Enclosure can happen for meaning, too.  In fact, that’s always been the trick of Authority; convince people they have no other access to meaning except through their prescribed doctrines, just as Capital convinces us we have no access to exchange except through property and the market or the State convinces us we’ll die without it.

Isn’t this really what the witch has always been so hated, though? The witch asserts that we need nothing to approach the Other, and that there is nothing we can truly offer anyone except our being.

As a friend pointed out the other day:

“Some want to be possessed by a god. Some want to possess a god.”

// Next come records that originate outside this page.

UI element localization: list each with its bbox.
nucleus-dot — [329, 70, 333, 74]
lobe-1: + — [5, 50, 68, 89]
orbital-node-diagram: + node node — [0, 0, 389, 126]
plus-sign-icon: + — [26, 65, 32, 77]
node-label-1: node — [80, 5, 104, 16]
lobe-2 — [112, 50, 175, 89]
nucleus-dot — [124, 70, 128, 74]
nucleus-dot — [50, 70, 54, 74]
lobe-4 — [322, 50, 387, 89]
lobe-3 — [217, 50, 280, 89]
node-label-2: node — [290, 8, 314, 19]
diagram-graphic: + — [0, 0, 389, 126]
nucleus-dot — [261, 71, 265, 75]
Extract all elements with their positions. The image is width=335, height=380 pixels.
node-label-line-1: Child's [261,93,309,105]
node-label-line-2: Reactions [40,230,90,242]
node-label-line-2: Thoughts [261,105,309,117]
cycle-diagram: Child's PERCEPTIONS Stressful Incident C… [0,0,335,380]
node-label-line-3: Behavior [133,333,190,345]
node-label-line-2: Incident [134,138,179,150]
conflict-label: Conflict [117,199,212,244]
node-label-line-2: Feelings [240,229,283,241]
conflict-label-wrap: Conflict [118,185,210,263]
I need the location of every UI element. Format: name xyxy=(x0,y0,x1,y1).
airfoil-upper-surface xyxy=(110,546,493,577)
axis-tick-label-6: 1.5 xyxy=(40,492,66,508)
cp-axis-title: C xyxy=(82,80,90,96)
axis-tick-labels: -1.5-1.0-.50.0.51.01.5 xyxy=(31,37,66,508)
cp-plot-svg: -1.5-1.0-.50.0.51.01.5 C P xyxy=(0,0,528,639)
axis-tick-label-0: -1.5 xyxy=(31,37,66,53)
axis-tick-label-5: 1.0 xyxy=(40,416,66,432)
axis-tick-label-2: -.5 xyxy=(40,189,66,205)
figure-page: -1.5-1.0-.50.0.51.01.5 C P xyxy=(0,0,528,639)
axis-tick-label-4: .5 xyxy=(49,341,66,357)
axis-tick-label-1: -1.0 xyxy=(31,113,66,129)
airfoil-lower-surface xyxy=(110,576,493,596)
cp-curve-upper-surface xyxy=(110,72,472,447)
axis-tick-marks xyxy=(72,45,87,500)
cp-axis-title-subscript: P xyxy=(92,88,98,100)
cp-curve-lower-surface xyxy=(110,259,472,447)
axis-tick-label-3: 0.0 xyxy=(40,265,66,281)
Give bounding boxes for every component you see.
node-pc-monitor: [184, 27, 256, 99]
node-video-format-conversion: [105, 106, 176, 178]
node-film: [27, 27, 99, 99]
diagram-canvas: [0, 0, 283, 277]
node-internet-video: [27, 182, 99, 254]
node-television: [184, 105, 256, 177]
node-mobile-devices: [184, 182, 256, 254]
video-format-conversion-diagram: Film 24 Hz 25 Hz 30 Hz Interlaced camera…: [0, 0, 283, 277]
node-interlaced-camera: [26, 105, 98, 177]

And I added, “and both are much easier than self-possession.”

 

Responses to “Gods & Authority”

  1. Dver

    In my experience, even a witch knows you don’t approach the Other empty-handed. Yes, we give of ourselves – give and give and give. But it’s not all done intangibly, just like what we get in return isn’t only intangible.

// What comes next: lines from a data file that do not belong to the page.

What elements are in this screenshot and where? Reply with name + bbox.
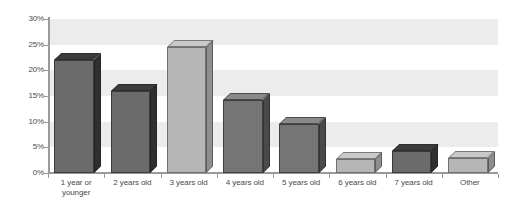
bar-front-face [167,47,206,173]
x-category-label: 1 year oryounger [48,178,104,198]
y-tick-label: 15% [0,91,44,100]
x-tick-mark [329,174,330,178]
bar-side-face [206,40,213,173]
bar [336,159,375,173]
bar [392,151,431,173]
bar [167,47,206,173]
bar [111,91,150,173]
y-tick-label: 0% [0,168,44,177]
y-tick-label: 20% [0,65,44,74]
bar-side-face [94,53,101,173]
x-category-label-line: 6 years old [329,178,385,188]
x-tick-mark [498,174,499,178]
x-category-label-line: 1 year or [48,178,104,188]
y-tick-label: 5% [0,142,44,151]
x-axis-category-labels: 1 year oryounger2 years old3 years old4 … [48,178,498,212]
bar-front-face [279,124,318,173]
bar [223,100,262,173]
x-tick-mark [161,174,162,178]
bar-side-face [150,84,157,173]
x-category-label-line: Other [442,178,498,188]
x-tick-mark [48,174,49,178]
x-category-label: 5 years old [273,178,329,188]
y-tick-label: 25% [0,40,44,49]
bar-side-face [319,117,326,173]
x-category-label: Other [442,178,498,188]
bar [448,158,487,173]
x-tick-mark [442,174,443,178]
bar-front-face [54,60,93,173]
x-category-label: 7 years old [386,178,442,188]
y-axis-labels: 0%5%10%15%20%25%30% [0,0,44,213]
x-category-label-line: 2 years old [104,178,160,188]
x-tick-mark [273,174,274,178]
x-tick-mark [217,174,218,178]
bar-front-face [392,151,431,173]
bar-front-face [448,158,487,173]
bar-front-face [223,100,262,173]
y-tick-label: 10% [0,117,44,126]
x-category-label: 3 years old [161,178,217,188]
x-category-label: 2 years old [104,178,160,188]
bar-side-face [431,144,438,173]
bars-layer [48,14,498,173]
x-category-label-line: 5 years old [273,178,329,188]
x-tick-mark [104,174,105,178]
bar-side-face [263,93,270,173]
bar [279,124,318,173]
x-category-label: 6 years old [329,178,385,188]
x-category-label-line: younger [48,188,104,198]
x-category-label-line: 3 years old [161,178,217,188]
x-category-label: 4 years old [217,178,273,188]
bar [54,60,93,173]
bar-front-face [336,159,375,173]
x-tick-mark [386,174,387,178]
x-category-label-line: 7 years old [386,178,442,188]
bar-chart: 0%5%10%15%20%25%30% 1 year oryounger2 ye… [0,0,506,213]
bar-front-face [111,91,150,173]
x-category-label-line: 4 years old [217,178,273,188]
y-tick-label: 30% [0,14,44,23]
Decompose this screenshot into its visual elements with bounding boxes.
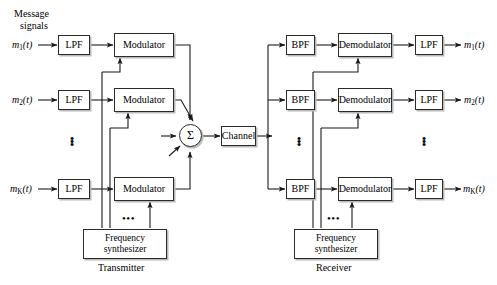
tx-synth-line1: Frequency	[105, 233, 145, 243]
rx-lpf-1[interactable]: LPF	[415, 35, 443, 55]
demodulator-1[interactable]: Demodulator	[338, 33, 392, 57]
message-signals-line2: signals	[20, 20, 48, 31]
modulator-1-label: Modulator	[123, 40, 165, 51]
demodulator-2-label: Demodulator	[339, 95, 392, 106]
modulator-2[interactable]: Modulator	[114, 88, 174, 112]
rx-synth-line2: synthesizer	[315, 244, 358, 254]
rx-bpf-1[interactable]: BPF	[286, 35, 315, 55]
demodulator-1-label: Demodulator	[339, 40, 392, 51]
rx-lpf-3[interactable]: LPF	[415, 179, 443, 199]
modulator-1[interactable]: Modulator	[114, 33, 174, 57]
rx-lpf-2[interactable]: LPF	[415, 90, 443, 110]
rx-frequency-synthesizer[interactable]: Frequency synthesizer	[294, 229, 378, 259]
rx-bpf-2-label: BPF	[292, 95, 310, 106]
rx-lpf-3-label: LPF	[420, 184, 437, 195]
rx-bpf-3[interactable]: BPF	[286, 179, 315, 199]
channel-block[interactable]: Channel	[221, 126, 256, 146]
rx-bpf-2[interactable]: BPF	[286, 90, 315, 110]
input-signal-mK: mK(t)	[10, 183, 32, 195]
tx-lpf-1[interactable]: LPF	[58, 35, 90, 55]
sigma-icon: Σ	[187, 128, 194, 143]
tx-lpf-3[interactable]: LPF	[58, 179, 90, 199]
input-signal-m2: m2(t)	[12, 94, 32, 106]
transmitter-caption: Transmitter	[98, 262, 144, 273]
tx-synth-line2: synthesizer	[104, 244, 147, 254]
summing-junction[interactable]: Σ	[179, 124, 202, 147]
output-signal-mK: mK(t)	[463, 183, 485, 195]
output-signal-m2: m2(t)	[464, 94, 484, 106]
tx-lpf-2[interactable]: LPF	[58, 90, 90, 110]
modulator-3-label: Modulator	[123, 184, 165, 195]
rx-output-ellipsis: • • •	[421, 137, 427, 146]
message-signals-label: Message signals	[14, 8, 49, 32]
output-signal-m1: m1(t)	[464, 39, 484, 51]
demodulator-3-label: Demodulator	[339, 184, 392, 195]
modulator-3[interactable]: Modulator	[114, 177, 174, 201]
receiver-caption: Receiver	[316, 262, 352, 273]
tx-lpf-3-label: LPF	[65, 184, 82, 195]
input-signal-m1: m1(t)	[12, 39, 32, 51]
tx-frequency-synthesizer[interactable]: Frequency synthesizer	[83, 229, 167, 259]
fdm-block-diagram: Message signals m1(t) m2(t) mK(t) LPF LP…	[0, 0, 497, 285]
tx-input-ellipsis: • • •	[69, 137, 75, 146]
rx-synth-ellipsis: •••	[327, 212, 340, 224]
demodulator-2[interactable]: Demodulator	[338, 88, 392, 112]
tx-lpf-2-label: LPF	[65, 95, 82, 106]
tx-synth-ellipsis: •••	[122, 212, 135, 224]
rx-bpf-ellipsis: • • •	[296, 137, 302, 146]
message-signals-line1: Message	[14, 8, 49, 19]
rx-synth-line1: Frequency	[316, 233, 356, 243]
rx-lpf-1-label: LPF	[420, 40, 437, 51]
demodulator-3[interactable]: Demodulator	[338, 177, 392, 201]
modulator-2-label: Modulator	[123, 95, 165, 106]
rx-bpf-1-label: BPF	[292, 40, 310, 51]
rx-lpf-2-label: LPF	[420, 95, 437, 106]
rx-bpf-3-label: BPF	[292, 184, 310, 195]
tx-lpf-1-label: LPF	[65, 40, 82, 51]
channel-label: Channel	[222, 131, 255, 142]
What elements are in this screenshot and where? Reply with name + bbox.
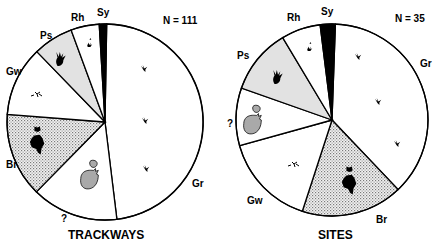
label-rh: Rh	[287, 12, 300, 23]
label-br: Br	[376, 214, 387, 225]
label-rh: Rh	[71, 12, 84, 23]
label-ps: Ps	[40, 30, 53, 41]
label-unknown: ?	[61, 213, 67, 224]
label-gr: Gr	[192, 178, 204, 189]
pie-sites: Sy Rh Ps ? Gw Br Gr N = 35 SITES	[227, 6, 432, 242]
label-br: Br	[6, 159, 17, 170]
n-count: N = 35	[395, 13, 425, 24]
slice-gr	[105, 24, 203, 219]
n-count: N = 111	[163, 15, 198, 26]
label-ps: Ps	[237, 50, 250, 61]
pie-trackways: Sy Rh Ps Gw Br ? Gr N = 111 TRACKWAYS	[6, 7, 204, 242]
figure: Sy Rh Ps Gw Br ? Gr N = 111 TRACKWAYS Sy…	[0, 0, 441, 244]
label-gw: Gw	[247, 195, 263, 206]
chart-title-trackways: TRACKWAYS	[68, 228, 144, 242]
chart-title-sites: SITES	[318, 228, 353, 242]
label-gw: Gw	[6, 66, 22, 77]
label-unknown: ?	[227, 118, 233, 129]
label-gr: Gr	[420, 58, 432, 69]
label-sy: Sy	[97, 7, 110, 18]
label-sy: Sy	[321, 6, 334, 17]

    I don’t know about anyone else, but I’m certainly not asserting we should bow our heads to priests who tell us what to do – priests are often useful but not actually necessary in polytheism or animism. Anyone can learn to listen to the gods. But if your gods never ask anything from you that is difficult or surprising or challenging (and that might sometimes include asking you to submit to Their will above your own now and then), you are probably confusing a god for your own mind.

    1. Rhyd Wildermuth

      I completely agree with you, actually, though the statement that priests are useful but not necessary is becoming a bit of a heresy lately. 😦

      And yes, the gods ask some awfully hard stuff from us. I’m not sure they’ve necessarily ever asked me to submit to anything; however, there’s a similar process. That Newgrange thing that happened two years ago? The one I didn’t put my name in for? That’d be a good example. Not ‘submit to my will’ but ‘hey–we think you should go to Newgrange for midwinter solstice, there’s something we want you to do there, yeah this will fuck up your life for a bit and make you really poor and you’ll lose a relationship, but hey! What do you think?”

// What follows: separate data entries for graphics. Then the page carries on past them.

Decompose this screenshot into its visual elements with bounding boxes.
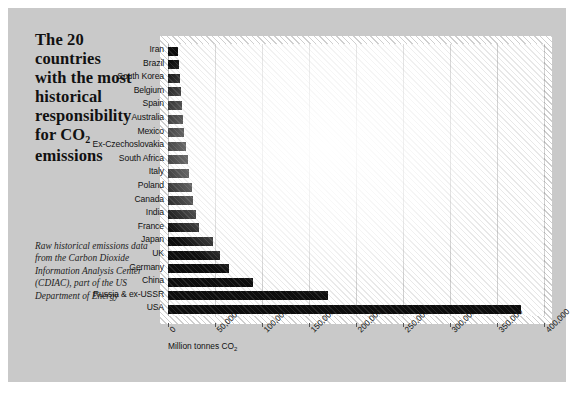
table-row: Germany — [168, 262, 544, 275]
bar-uk — [168, 251, 220, 260]
bar-label-south-africa: South Africa — [119, 153, 164, 163]
plot-frame: IranBrazilSouth KoreaBelgiumSpainAustral… — [160, 36, 552, 324]
bar-series: IranBrazilSouth KoreaBelgiumSpainAustral… — [168, 44, 544, 316]
bar-label-brazil: Brazil — [143, 58, 164, 68]
title-line-2: countries — [35, 49, 155, 68]
bar-label-germany: Germany — [129, 262, 164, 272]
title-subscript: 2 — [85, 134, 90, 145]
bar-label-italy: Italy — [149, 166, 164, 176]
table-row: Belgium — [168, 85, 544, 98]
bar-label-australia: Australia — [131, 112, 164, 122]
bar-ex-czechoslovakia — [168, 142, 186, 151]
bar-label-india: India — [146, 207, 164, 217]
bar-iran — [168, 47, 178, 56]
table-row: Iran — [168, 45, 544, 58]
table-row: Australia — [168, 113, 544, 126]
table-row: Russia & ex-USSR — [168, 289, 544, 302]
tick-label: 0 — [168, 325, 178, 335]
table-row: Japan — [168, 235, 544, 248]
table-row: Italy — [168, 167, 544, 180]
bar-china — [168, 278, 253, 287]
table-row: South Korea — [168, 72, 544, 85]
bar-label-ex-czechoslovakia: Ex-Czechoslovakia — [93, 139, 164, 149]
bar-russia-ex-ussr — [168, 291, 328, 300]
chart-card: The 20countrieswith the mosthistoricalre… — [8, 8, 566, 382]
table-row: Spain — [168, 99, 544, 112]
bar-italy — [168, 169, 189, 178]
bar-label-usa: USA — [147, 302, 164, 312]
bar-south-korea — [168, 74, 180, 83]
gridline-400,000 — [544, 44, 545, 316]
bar-label-poland: Poland — [138, 180, 164, 190]
table-row: France — [168, 221, 544, 234]
table-row: UK — [168, 249, 544, 262]
bar-france — [168, 223, 199, 232]
bar-mexico — [168, 128, 184, 137]
bar-label-belgium: Belgium — [134, 85, 164, 95]
bar-label-france: France — [138, 221, 164, 231]
plot-area: IranBrazilSouth KoreaBelgiumSpainAustral… — [168, 44, 544, 316]
bar-spain — [168, 101, 182, 110]
bar-label-south-korea: South Korea — [117, 71, 164, 81]
x-axis-ticks: 050,000100,000150,000200,000250,000300,0… — [160, 324, 552, 384]
bar-brazil — [168, 60, 179, 69]
table-row: India — [168, 208, 544, 221]
table-row: China — [168, 276, 544, 289]
bar-label-mexico: Mexico — [137, 126, 164, 136]
bar-south-africa — [168, 155, 188, 164]
bar-label-russia-ex-ussr: Russia & ex-USSR — [93, 289, 164, 299]
table-row: Poland — [168, 181, 544, 194]
bar-india — [168, 210, 196, 219]
bar-label-canada: Canada — [134, 194, 164, 204]
table-row: USA — [168, 303, 544, 316]
table-row: Canada — [168, 194, 544, 207]
bar-label-iran: Iran — [150, 44, 164, 54]
bar-belgium — [168, 87, 181, 96]
bar-australia — [168, 115, 183, 124]
table-row: South Africa — [168, 153, 544, 166]
bar-japan — [168, 237, 213, 246]
bar-label-spain: Spain — [143, 98, 164, 108]
bar-canada — [168, 196, 193, 205]
bar-label-uk: UK — [152, 248, 164, 258]
bar-label-china: China — [142, 275, 164, 285]
bar-germany — [168, 264, 229, 273]
table-row: Ex-Czechoslovakia — [168, 140, 544, 153]
table-row: Mexico — [168, 126, 544, 139]
table-row: Brazil — [168, 58, 544, 71]
bar-poland — [168, 183, 192, 192]
bar-label-japan: Japan — [141, 234, 164, 244]
title-line-1: The 20 — [35, 30, 155, 49]
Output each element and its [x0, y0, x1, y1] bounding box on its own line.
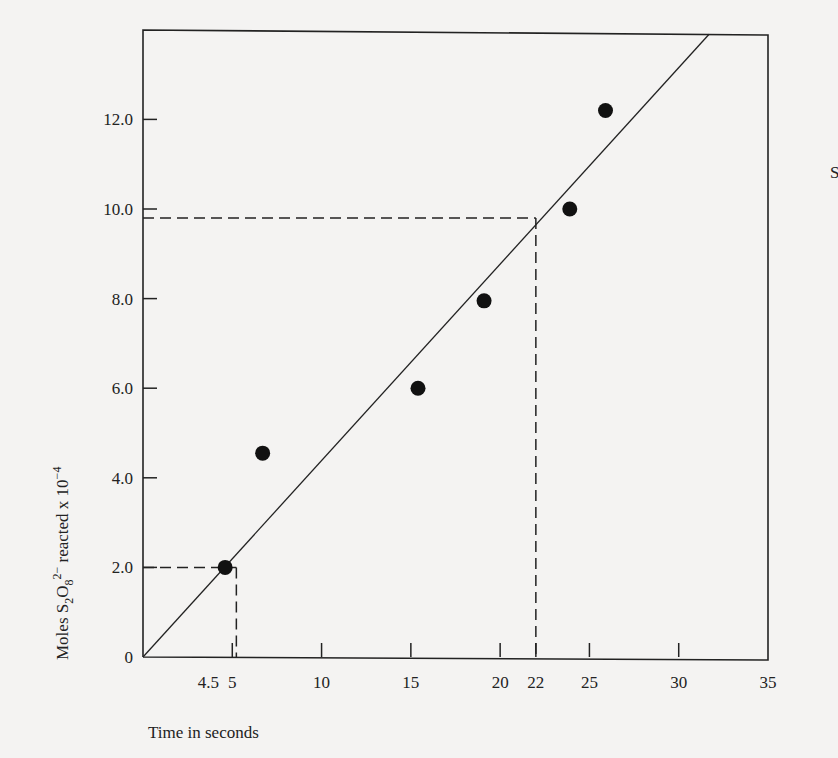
data-points	[218, 103, 613, 575]
data-point	[477, 293, 492, 308]
x-tick-label: 10	[313, 673, 330, 692]
x-tick-label: 15	[402, 673, 419, 692]
y-tick-label: 6.0	[112, 379, 133, 398]
data-point	[411, 381, 426, 396]
dashed-guides	[143, 218, 536, 657]
x-tick-label: 22	[527, 673, 544, 692]
data-point	[562, 202, 577, 217]
x-tick-label: 20	[492, 673, 509, 692]
y-axis-title: Moles S2O82− reacted x 10−4	[50, 467, 76, 660]
chart: 5101520222530354.5 02.04.06.08.010.012.0…	[0, 0, 838, 758]
plot-frame	[143, 30, 768, 660]
x-axis-ticks: 5101520222530354.5	[198, 643, 777, 692]
data-point	[255, 446, 270, 461]
data-point	[598, 103, 613, 118]
data-point	[218, 560, 233, 575]
y-tick-label: 8.0	[112, 290, 133, 309]
x-axis-title: Time in seconds	[148, 723, 259, 742]
x-tick-label: 30	[670, 673, 687, 692]
x-tick-label: 35	[760, 673, 777, 692]
stray-text: S	[830, 163, 838, 182]
y-tick-label: 0	[125, 648, 134, 667]
x-extra-label: 4.5	[198, 673, 219, 692]
axes-box	[143, 30, 768, 660]
y-tick-label: 10.0	[103, 200, 133, 219]
y-tick-label: 2.0	[112, 558, 133, 577]
x-tick-label: 25	[581, 673, 598, 692]
y-axis-ticks: 02.04.06.08.010.012.0	[103, 110, 157, 667]
x-tick-label: 5	[228, 673, 237, 692]
y-tick-label: 12.0	[103, 110, 133, 129]
y-tick-label: 4.0	[112, 469, 133, 488]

      One -could- say that I submitted to their will there. I think, though, it was a bit more like being convinced their idea was a good one. Sometimes the gods I know feel like overeager friends who totally want to show you something awesome even though they know you don’t really want to get out of bed.

  2. crazy yellow ant

    “there’s something we want you to do there, yeah this will fuck up your life for a bit and make you really poor and you’ll lose a relationship, but hey! What do you think?”

    Hmm, I’d be negotiating the terms of the transaction…first. If Judgment & Wisdom are qualities the gods imbue us with, how often must they face-palm when we scamper off with some half-baked idea?

    I stepped in something icky when I read “The Hero’s Journey”. Joseph Campbell had been a kind of priest, eh?